CoinShares says Bitcoin faces a theoretical quantum risk, not an active one. The issue stems from future quantum computers that could break parts of Bitcoin’s cryptography, not from anything close to current capability.
CoinShares says Bitcoin faces a theoretical quantum risk, not an active one. The issue stems from future quantum computers that could break parts of Bitcoin’s cryptography, not from anything close to current capability.
According to the digital asset management firm, for a system securing over $1 trillion in value, that debate is expected and healthy. Bitcoin’s quantum vulnerability is a known engineering problem with long lead times, not a sudden failure risk.
There is no scenario where Bitcoin breaks overnight due to quantum computing, CoinShares added.
security relies on two tools. First, elliptic curve signatures authorize transactions, and secondly, hash functions protect addresses and mining. Notably, quantum algorithms affect these differently.
CoinShares stated Shor’s algorithm could one day expose private keys if public keys are visible. Grover’s algorithm weakens SHA-256 from 256-bit to 128-bit strength, which still remains computationally impractical to brute force. Quantum systems cannot change Bitcoin’s 21 million supply, bypass proof-of-work, or rewrite the chain.
Mining does not meaningfully change under quantum assumptions. Even if a quantum computer mines faster, difficulty adjustment removes any lasting edge.
Exposure is limited to legacy Pay-to-Public-Key (P2PK) addresses where public keys are already visible. CoinShares estimates roughly 1.6 to 1.7 million BTC, about 8% of supply, sit in this category.
However, only a very small fraction of that amount could realistically be exploited quickly. CoinShares estimates that around 10,200 BTC sit in UTXOs large enough to be stolen and sold in size without taking decades.
Within this subset, about 382 BTC is spread across 3,304 wallets holding less than 10 BTC each. Another ~7,000 BTC sits in wallets holding 100 to 1,000 BTC, while ~3,230 BTC is held in wallets with 1,000 to 10,000 BTC. Even in a worst-case scenario, CoinShares says activity at this scale would resemble normal large market trades, not a systemic shock.
The remaining 1.62 million BTC are distributed among over 30,000 wallets, each holding roughly 10 to 100 BTC. Even with extreme assumptions, unlocking those coins would take decades.
Modern address types such as P2PKH, P2SH, and most Taproot setups hide public keys until coins are spent. Claims that 20% to 50% of Bitcoin is vulnerable often include address reuse and temporary exposure, which can be fixed with basic wallet behavior and years of warning.
As of early 2026, the gap between theory and reality is wide. To break Bitcoin keys within a day would require roughly 13 million physical qubits with full fault tolerance. That is about 100,000 times more than today’s largest machines. Breaking keys within an hour would require systems millions of times more powerful.
Google’s Willow quantum computer has 105 qubits. Each additional qubit increases coherence difficulty exponentially. Even optimistic estimates place cryptographically relevant quantum computers in the 2030s or later, with many models pointing to a 10 to 20 year horizon.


* [Goal of the exercise] Beneath this line sits some data. Return only its lines from the one holding "Highlight human face." through the one holding "Resolution: 678 ×", inclusive, exactly, with the images removed.

* [Information given]
§

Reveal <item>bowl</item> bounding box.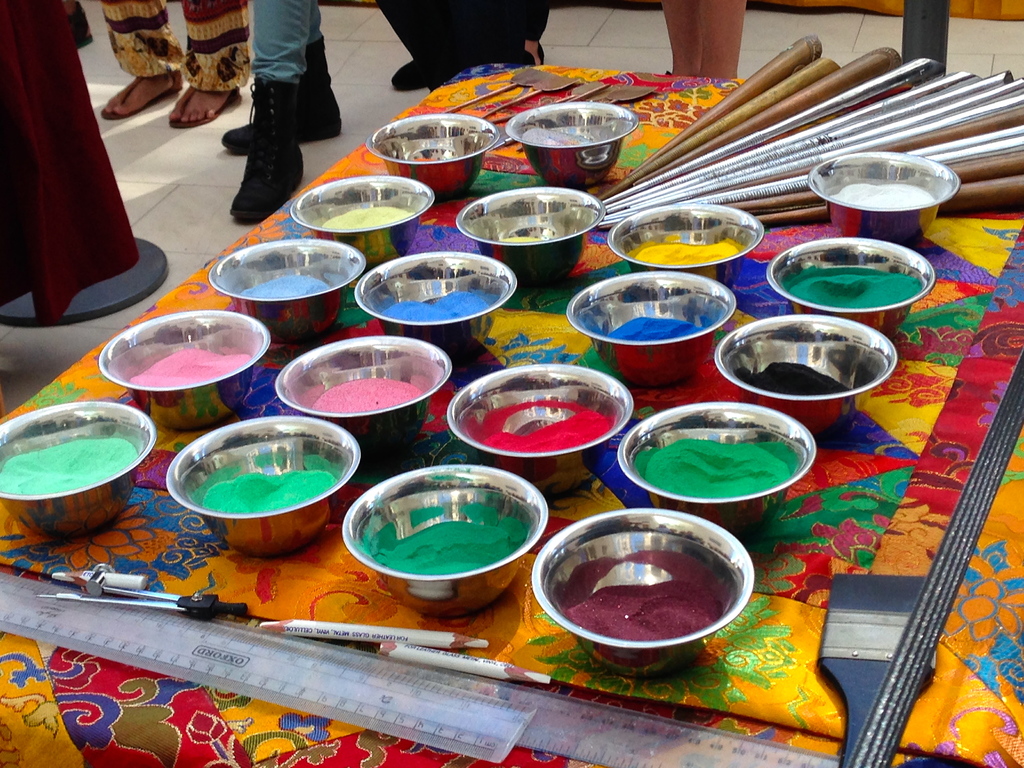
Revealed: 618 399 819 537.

§

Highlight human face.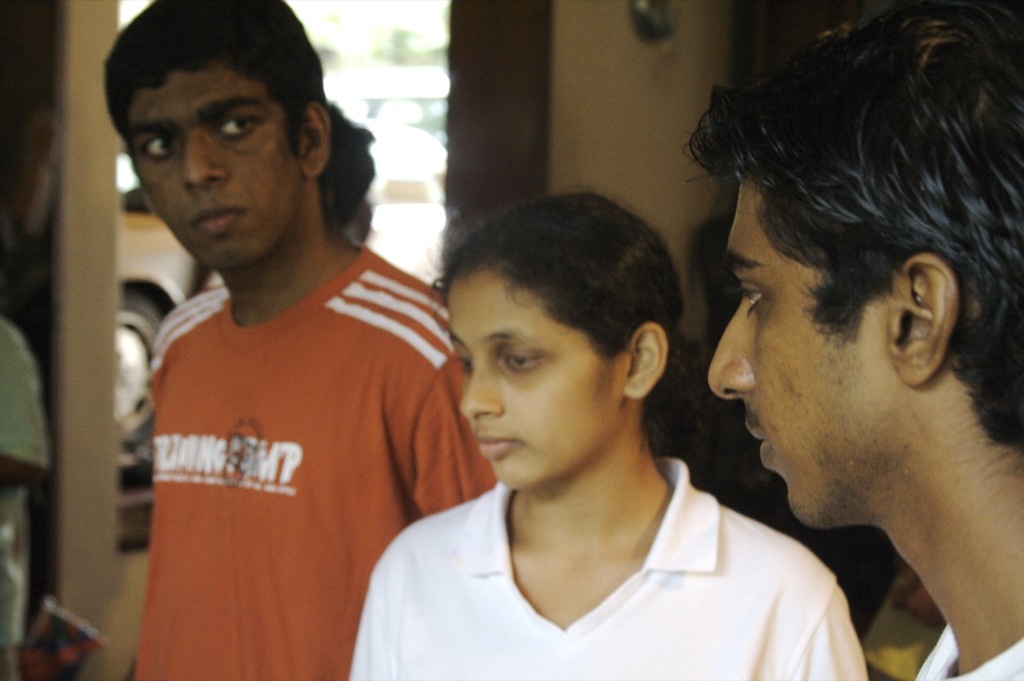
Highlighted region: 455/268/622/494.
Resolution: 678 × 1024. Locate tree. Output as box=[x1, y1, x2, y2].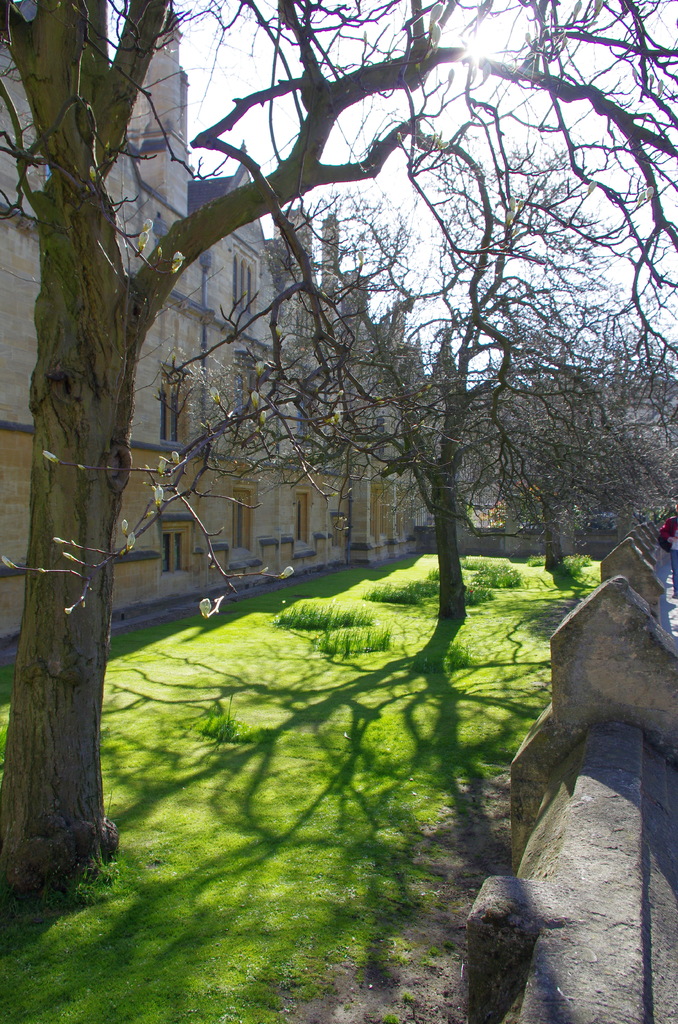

§

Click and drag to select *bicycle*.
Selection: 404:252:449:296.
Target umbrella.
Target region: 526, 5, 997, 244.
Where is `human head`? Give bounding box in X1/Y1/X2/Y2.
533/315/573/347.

§

* [Answer below]
Highlight human face.
Highlighted region: 455/268/622/494.
Resolution: 678 × 1024. Locate tree. Output as box=[x1, y1, x2, y2].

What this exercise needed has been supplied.